All websites must be properly coded for use by electronic screen readers that read aloud to sight-impaired users the visual elements of a webpage. Additionally, all live and pre-recorded audio content must have synchronous captioning for hearing-impaired users.
Websites must accommodate hundreds of keyboard combinations, such as Ctrl + P to print, that people with disabilities depend on to navigate the Internet.
Litigation continues to increase substantially. All business and governmental entities are potential targets for lawsuits and demand letters. Recent actions by the Department of Justice targeting businesses with inaccessible websites will likely create a dramatic increase of litigation risk.

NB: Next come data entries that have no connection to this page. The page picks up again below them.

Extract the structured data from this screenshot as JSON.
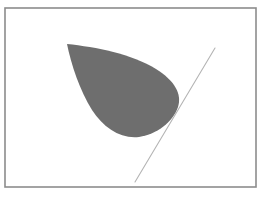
{
  "figure": {
    "title": "",
    "canvas": {
      "width": 265,
      "height": 197,
      "background": "#ffffff"
    },
    "frame": {
      "name": "figure-border",
      "x": 5,
      "y": 8,
      "width": 251,
      "height": 179,
      "stroke": "#8c8c8c",
      "stroke_width": 1.6,
      "fill": "none"
    },
    "teardrop": {
      "name": "teardrop-shape",
      "fill": "#6e6e6e",
      "stroke": "none",
      "tip": {
        "x": 67,
        "y": 44
      },
      "rightmost": {
        "x": 180,
        "y": 97
      },
      "bottom": {
        "x": 140,
        "y": 137
      },
      "path": "M 67 44 C 96 47 132 54 156 69 C 175 81 182 94 178 107 C 173 122 157 134 139 137 C 120 139 104 128 92 110 C 80 91 71 64 67 44 Z"
    },
    "tangent_line": {
      "name": "tangent-line",
      "stroke": "#b4b4b4",
      "stroke_width": 1.1,
      "x1": 215,
      "y1": 48,
      "x2": 135,
      "y2": 182
    }
  },
  "chart_data": {
    "type": "scatter",
    "title": "",
    "xlabel": "",
    "ylabel": "",
    "xlim": [
      5,
      256
    ],
    "ylim": [
      8,
      187
    ],
    "grid": false,
    "legend": "none",
    "series": [
      {
        "name": "teardrop-region",
        "kind": "filled-closed-curve",
        "color": "#6e6e6e",
        "vertices": [
          [
            67,
            44
          ],
          [
            96,
            47
          ],
          [
            132,
            54
          ],
          [
            156,
            69
          ],
          [
            175,
            81
          ],
          [
            182,
            94
          ],
          [
            178,
            107
          ],
          [
            173,
            122
          ],
          [
            157,
            134
          ],
          [
            139,
            137
          ],
          [
            120,
            139
          ],
          [
            104,
            128
          ],
          [
            92,
            110
          ],
          [
            80,
            91
          ],
          [
            71,
            64
          ],
          [
            67,
            44
          ]
        ]
      },
      {
        "name": "tangent-line",
        "kind": "line-segment",
        "color": "#b4b4b4",
        "x": [
          215,
          135
        ],
        "y": [
          48,
          182
        ]
      }
    ]
  }
}
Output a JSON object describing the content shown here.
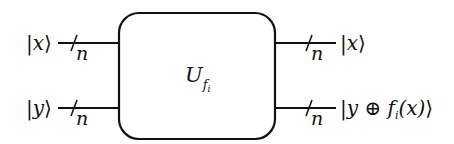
{
  "diagram": {
    "type": "quantum-circuit-oracle",
    "gate": {
      "label": "U",
      "subscript": "f",
      "sub_subscript": "i"
    },
    "inputs": [
      {
        "ket": "x",
        "bus_width": "n"
      },
      {
        "ket": "y",
        "bus_width": "n"
      }
    ],
    "outputs": [
      {
        "ket": "x",
        "bus_width": "n"
      },
      {
        "ket_prefix": "y ",
        "oplus": "⊕",
        "ket_func": " f",
        "func_sub": "i",
        "ket_arg": "(x)",
        "bus_width": "n"
      }
    ],
    "symbols": {
      "bar": "|",
      "rangle": "⟩"
    },
    "colors": {
      "line": "#111111",
      "background": "#ffffff"
    }
  }
}
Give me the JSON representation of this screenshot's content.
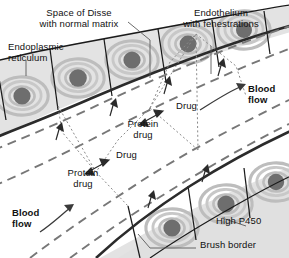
{
  "figure": {
    "background_color": "#ffffff"
  },
  "colors": {
    "cytoplasm": "#e3e3e3",
    "cytoplasm_alt": "#dcdcdc",
    "er_swirl": "#bdbdbd",
    "er_swirl_light": "#cfcfcf",
    "nucleus": "#6e6e6e",
    "cell_outline": "#1a1a1a",
    "sinusoid_dashed": "#777777",
    "dotted_drug": "#8a8a8a",
    "leader_line": "#5a5a5a",
    "text": "#111111"
  },
  "labels": {
    "space_of_disse": "Space of Disse\nwith normal matrix",
    "endothelium": "Endothelium\nwith fenestrations",
    "endoplasmic_reticulum": "Endoplasmic\nreticulum",
    "blood_flow_top": "Blood\nflow",
    "blood_flow_bottom": "Blood\nflow",
    "drug_upper": "Drug",
    "drug_lower": "Drug",
    "protein_drug_upper": "Protein\ndrug",
    "protein_drug_lower": "Protein\ndrug",
    "high_p450": "High P450",
    "brush_border": "Brush border"
  },
  "icons": {
    "arrow_blood_flow": "curved-arrow-icon",
    "arrow_drug_exchange": "double-headed-arrow-icon",
    "arrow_uptake": "triangle-arrowhead-icon",
    "leader": "leader-line-icon"
  }
}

Big box retailer Target Corp. was ordered to pay $6 million – plus $3.7 million more in legal costs – to settle a landmark class action suit brought by the National Federation of the Blind. Other recent defendants in these cases have included McDonald’s, Carnival Cruise Lines, Netflix, Harvard University, Foot Locker, and the National Basketball Association (NBA). Along with these large companies, thousands of small businesses have been subject to ADA website litigation.
Defendants in ADA lawsuits typically pay plaintiff's legal fees, their own legal fees for defending the litigation, and potential additional costs. In all, the average cost can range from tens of thousands of dollars, to above six figures. There are also high intangible costs, such as added stress, time and human capital, as well as reputational damage. Furthermore, if the remediation is incomplete, copycat suits and serial filers can follow, meaning double or triple the outlay. It's vital to implement a long-term strategy for ensuring your website is accessible and legally compliant.